Suprtool 4.2 (and later) has a feature that can greatly help in date selection and conversion. In previous versions there had been a few cases in which, for performance reasons, Suprtool could not manipulate dates the way that users needed. For example, it was not possible to do greater-than or less-than selection against dates that were in month-first or day-first format, nor was it possible to compare dates that were not in the same format.

One of the criteria for an acceptable solution was finding a way that did not slow Suprtool down for people who did not need this functionality. The $stddate function takes care of this, without affecting people who do not need it, by letting you decide when to take advantage of it. $Stddate converts dates from any of the formats that Suprtool recognizes to a common standard format, ccyymmdd.

With this conversion, it becomes possible to compare two dates that are not in the same format. And because $stddate puts century and year first, you can reliably do greater-than and less-than comparisons.

When $stddate converts a centuryless date format to ccyymmdd, it needs to decide what century to add. This is determined by the Set Date Cutoff command, which defines the starting year of a 100-year date window. The default year is 10, which means that incoming yy values of 10 through 99 will have century 19 applied, and incoming yy values of 00 through 09 will have century 20 applied. If you set the cutoff value to 50, the 100-year span would go from 1950 through 2049, with century applied accordingly.

$Stddate can be used in two places in Suprtool. In the If command it is used for selecting records based on date criteria. In the Extract command it is used for converting dates to the standard ccyymmdd format.

Comparing Two Dissimilar Dates

When Suprtool compares two fields to each other, it does not try to interpret them. If they are character fields, it just compares the bytes. If they are numeric fields, it just compares the numeric values. Using $stddate forces Suprtool to convert the date fields to a common format before comparing them.

    get       shipping-records
    item      order-date, date, mmddyy
    item      date-shipped, date, ddmmyyyy
    if        $stddate(date-shipped) > $stddate(order-date)
    ...
Converting Dates to CCYYMMDD Format

Suprtool can convert any known date formats to the standard ccyymmdd format. This is done by using $stddate in the Extract command. The date being converted must be defined as a numeric field.

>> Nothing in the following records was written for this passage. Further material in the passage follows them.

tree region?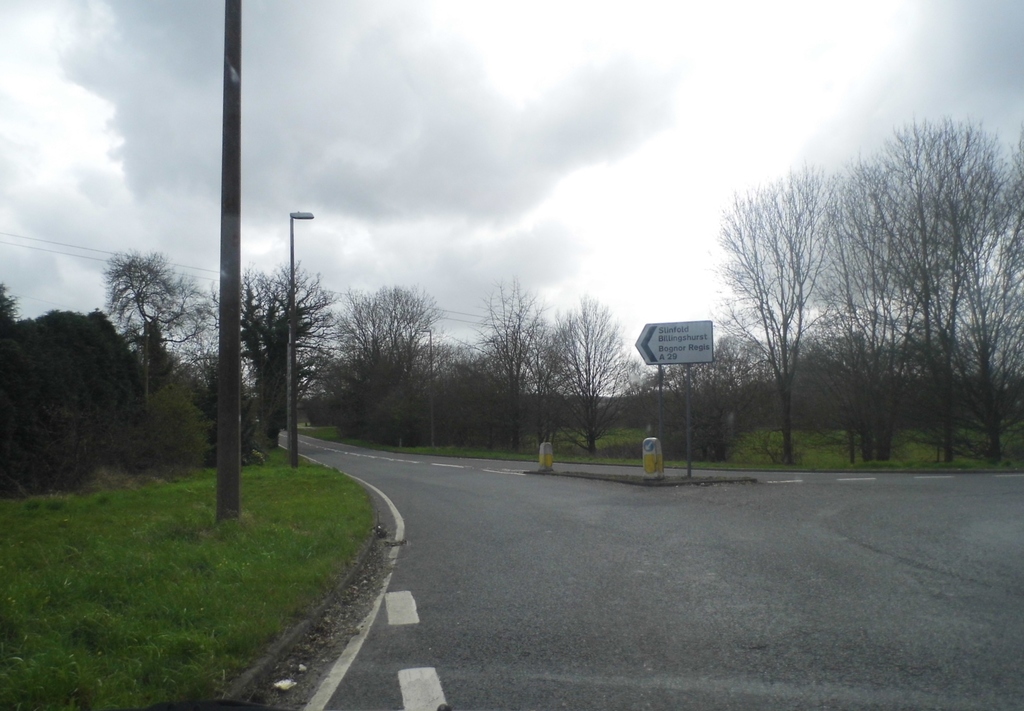
x1=226, y1=254, x2=332, y2=463
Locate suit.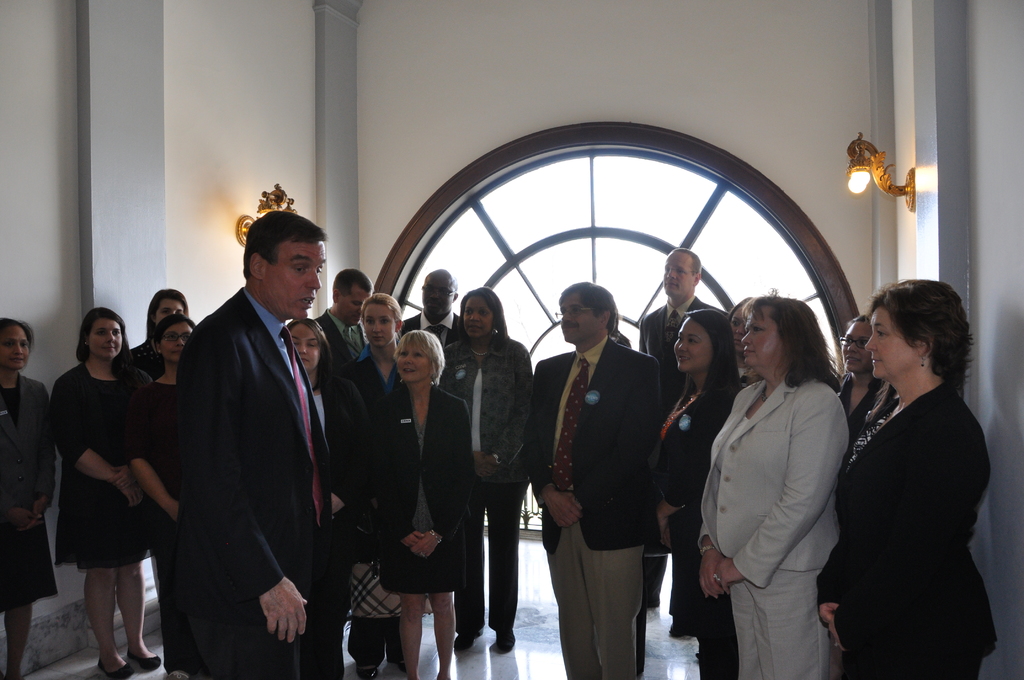
Bounding box: locate(358, 359, 404, 393).
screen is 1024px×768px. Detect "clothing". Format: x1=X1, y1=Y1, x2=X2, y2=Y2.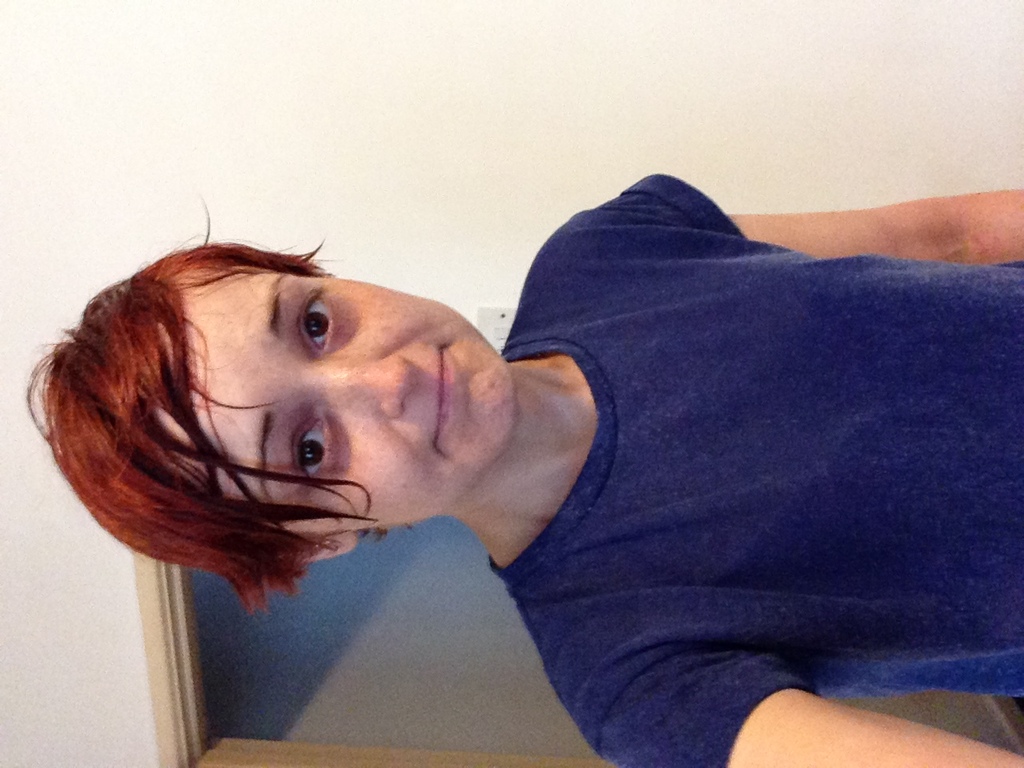
x1=486, y1=146, x2=1023, y2=750.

You need to define an eight- digit numeric "container" to receive the converted date.

    get       shipping-records
    item      order-date, date, mmddyy
    define    converted-date, 1, 8, display
    extract   converted-date = $stddate(order-date)
    ...
If you are creating a self-describing (link) output file, remember to tell Suprtool that the new field is in ccyymmdd format.

    ...
    item      converted-date, date, ccyymmdd
    output    myfile,link
    xeq
What About Invalid Dates?

Something to keep in mind is that the $stddate function can only convert dates that are valid. A valid date is one that appears on the calendar. Therefore special dates such as all zeros, blanks, nines, etc. will need special attention. Any dates that are not valid will be converted to zero by $stddate. You need to be aware of this when you design your Suprtool task. You can ensure that $stddate sees only valid dates by filtering out the invalid ones with the $invalid function.

    if        not $invalid(date-shipped) and not $invalid(order-date) &
              and $stddate(date-shipped) > $stddate(order-date)
The Robelle Web site also has more detailed information about $stddate.